Fortunately, none of this month’s security patches are listed as zero-days, meaning that all the fixes included are for bugs that were either responsibly disclosed by outside researchers, or discovered by Mozilla’s own security and development teams.

There are four CVE-numbered bug fixes rated High, namely:

  • CVE-2023-37201: Use-after-free in WebRTC certificate generation. Ironically, this means a potential remote code execution bug (where an attacker gets to implant code on your computer without warning) could be triggered during the very part of an audio or video call that’s supposed to set up a secure, end-to-end encrypted channel over HTTPS.
  • CVE-2023-37202: Potential use-after-free from compartment mismatch in SpiderMonkey. SpiderMonkey is the Mozilla software component responsible for handling JavaScript code. Running externally supplied JavaScript is supposed to be “mostly harmless”, because browser JavaScript engines deliberately limit the damage that remote JavaScript code can do. Unless, of course, the JavaScript engine itself contains an exploitable bug, allowing what’s known in the jargon as a security escape or a sandbox escape.
  • CVE-2023-37211: Memory safety bugs fixed in Firefox 115, Firefox ESR 102.13, and Thunderbird 102.13. As usual, Mozilla is candid enough to admit, even for bugs found automatically that might ultimately turn out not to be dangerous, “We presume that with enough effort some of these could have been exploited to run arbitrary code.”
  • CVE-2023-37212: Memory safety bugs fixed in Firefox 115. This is a further set of possible security bugs patched only in the latest major version, but not in the current ESR 102.13 release, presumably because these bugs were introduced via new features added since version 102 came out last year. The concern that “new features mean new bugs” is what leads some users to stick to ESR releases in the first place. (Note that you can add the two numbers in the ESR version together to tell you how far along you are in security update terms.)

There are numerous other Moderate and Low severity bugs, of which three stand out as interesting, at least in our opinion:

  • CVE-2023-37204: Fullscreen notification obscured via option element. Apparently, a rogue web page can switch Firefox into fullscreen mode while simultaneously kicking off a background calculation to use up so much processing power that you won’t see the browser’s warning about taking over the entire screen.

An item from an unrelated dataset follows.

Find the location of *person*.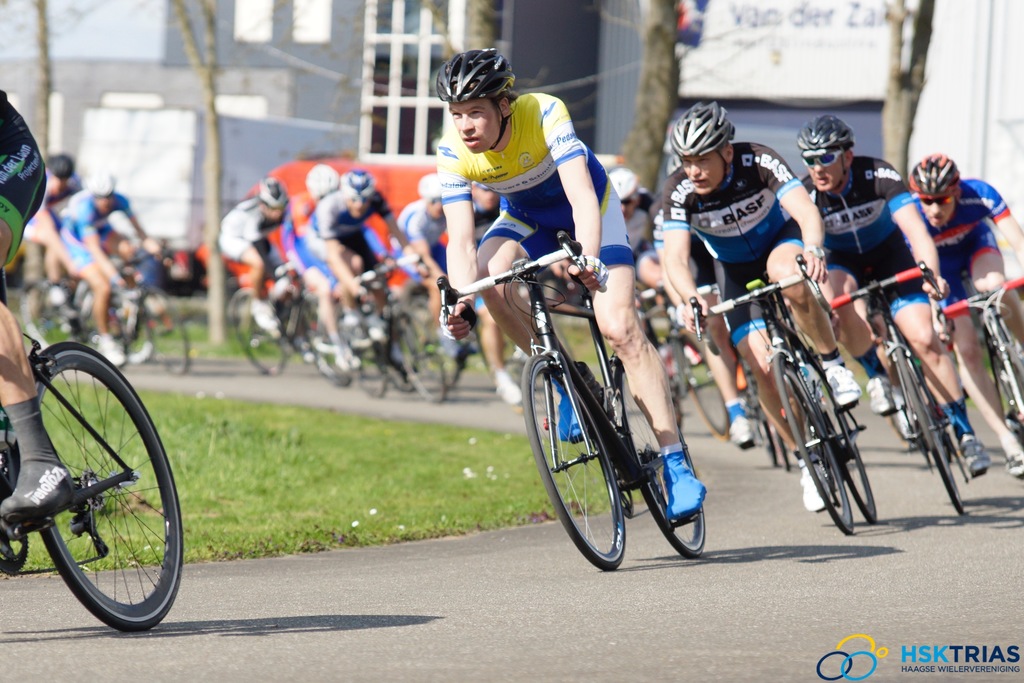
Location: left=669, top=101, right=827, bottom=424.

Note that a rogue website can paint pixels anywhere on the display in fullscreen mode, including popping up realistic but fake operating system dialogs, or a displaying a bogus address bar with a fake URL in it. As a result, warnings before you enter fullscreen mode can considered vital.
  • CVE-2023-37207: Fullscreen notification obscured. This bug is similar to the previous one, though it is triggered not by chewing up processor time, but by referencing a type of URL (for example a mailto:// link) that gets handled by an external program instead of by the browser itself.
  • CVE-2023-37205: URL spoofing in address bar using Right-to-Left characters. We don’t know exactly how this bug works or how it might be exploited, but the description suggests that by mixing Arabic characters in a URL with Latin ones that specify the server name part, an attacker could get a malicious domain name in Latin script to get written out “backwards”. Thus a site that showed up as, say, moc.elpmaxe could actually refer to the server at example.com. With a carefully-chosen server name, an unknown and untrusted domain could be disguised to look like a well-known brand name.

What to do?

Open the Help > About Firefox window (or Firefox > About Firefox on macOS) to see what version you currently have, and to get the latest version if you’re out of date.

Note that if you’re months out of date, you may not get the latest version in one go, so go back into the About Firefox dialog again to check that there aren’t any additional update “jumps” you need to complete.

If Firefox is supplied by your Linux or BSD distro, check back with the distro itself for the latest version.